Lo all… is there a way to render text in pict
/draw
, and get the locations of the individual glyphs? I’d like to animate some expression transformations, and I need to micro-manage moving phrases around.

@tim986 Possibly get-text-extent
? https://docs.racket-lang.org/draw/dc___.html#%28meth._%28%28%28lib._racket%2Fdraw..rkt%29._dc~3c~25~3e%29._get-text-extent%29%29

I had that in mind, but dismissed it out of hand because I thought it would just give me the extent of the full text (and not help me identify glyphs at locations)…
Thanks for pointing me back at it… offset
looks useful to me, wanting something like: (send a-dc get-text-extent (substring s (add1 offset) #f #f offset))
(out-by-one error guaranteed)

Is the IRC still live? Does rudybot live here?

Is there an equivalent to Python’s defaultdict(factory)
type in Racket? That is a mutable hashtable that calls the given factory when accessing keys not previously used. I can say hash_hash = defaultdict(dict)
hash_hash["first"]["second"] = value

That avoids having the check if "first" not in hash_hash:
hash_hash["first"] = {}

(hash-set! (hash-ref! hh 'first make-hash) 'second value)

I sometimes stick this in a function, but I think it’s clear and clean enough as it is.

Functionally: (hash-update h 'first (lambda (h-first) (hash-set h-first 'second value) hash)
Or currying the update function? (hash-update h 'first (curry hash-set 'second value) hash)

Wow, why didn’t I think of that..

Honestly, the hash-set!
/hash-ref!
is what I would do… although there is a mutating hash-update!
which I’m sure is better.

I have a class inherited from a canvas%. I tried to change the cursor with (send this% set-cursor ’hand).
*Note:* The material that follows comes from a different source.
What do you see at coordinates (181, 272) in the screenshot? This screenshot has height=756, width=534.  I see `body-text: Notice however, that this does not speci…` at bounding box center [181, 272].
What’s the right way to do this?

2 things wrong? this% is not the correct object and ’hand should be (make-object cursor% ’hand) ?

@steveh2009 this%
is the object’s class, this
is the object

and yes, you need a cursor%
object: the docs for set-cursor
say cursor : (or/c (is-a?/c cursor%) #f)
so it needs an instance of cursor%
, or #f
to inherit the cursor from the parent window

This is a good question IMO: https://stackoverflow.com/questions/56764556/is-there-a-way-to-specify-where-raco-should-install-a-package
I have kinda the same problem. In my computer, I have rosette-devel
installed, which provides #lang rosette
. I want to install ocelot
, which has rosette
as a dependency. So the language name collides, and the transitive installation of rosette
fails. So:
- If I want
ocelot
with freshrosette
while maintainingrosette-devel
, how can I do that? - If I want
ocelot
with myrosette-devel
, how can I do that?
I know there’s package scope dir, though I don’t know how to use it and whether if it’s the right solution.
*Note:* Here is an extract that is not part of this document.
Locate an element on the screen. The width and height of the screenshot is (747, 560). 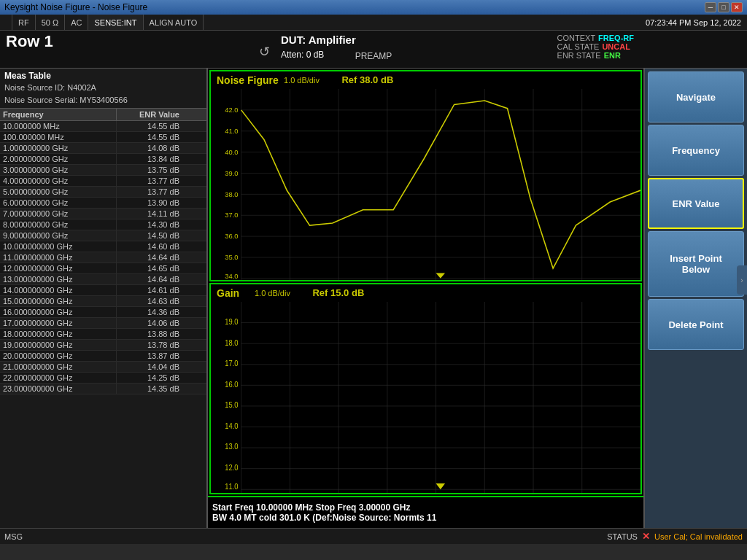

> this is nice as it allows multiple versions of a single package to coexist nicely Is that nice? I mean, it’s nicer than incompatible versions of a package conflicting. But it’s not as nice as successive versions maintaining backward compatibility.

I feel like rosette
and rosette-devel
as separate packages is the root problem here. If it’s “devel”, it shouldn’t be on the package manager. (I realize I’m being kind of dogmatic, but, I’m weary of tilting at the same old windmills.)

@samdphillips Cool! Thanks for your help with the wrapper function :slightly_smiling_face:

@greg or at least, instead of maintaining backwards compatibility, breaking changes should be gradual and the package owner should send pull requests to migrate other packages’ code

In my experience, it’s completely unmaintainable to never break backwards compatibility. That just makes me end up with a bunch of dead code and confusing names for things.

A package can provide an additional, new module with a new design/interface.

If that’s too challenging, because the design delta is too big and hairy, then I think it’s OK to say “Welp the old package X is ‘frozen’ and won’t get even security fixes much less new features. And, we have a new package called Y”.

Especially for open source where someone isn’t even paid by an employer to do the work, there’s no obligation to keep maintaining something. Of course that’s fine. And of course sometimes backward compatibility breaks, by accident. And gets fixed again. That’s life. I’m just saying, please don’t break things on purpose. ¯_(ツ)_/¯

Why would you even

A new module means new names, which is a big cost

New module name, same definition names.

Definitely don’t break things on purpose, yeah

Yes, I think new module names are a big cost

Oh. OK. I didn’t appreciate the cost, but I admit it’s probably bigger than I realized.

I think my position is: if you don’t want me to break you, you need to give me some way to avoid breaking you. That can mean putting your code in a package on the catalog so I can know it exists and depends on me, or sending me a link to your open source project, or just sending me an email telling me you’re using my code in your private project. I’m just one person with a full time job, so my maintenance budget is very limited.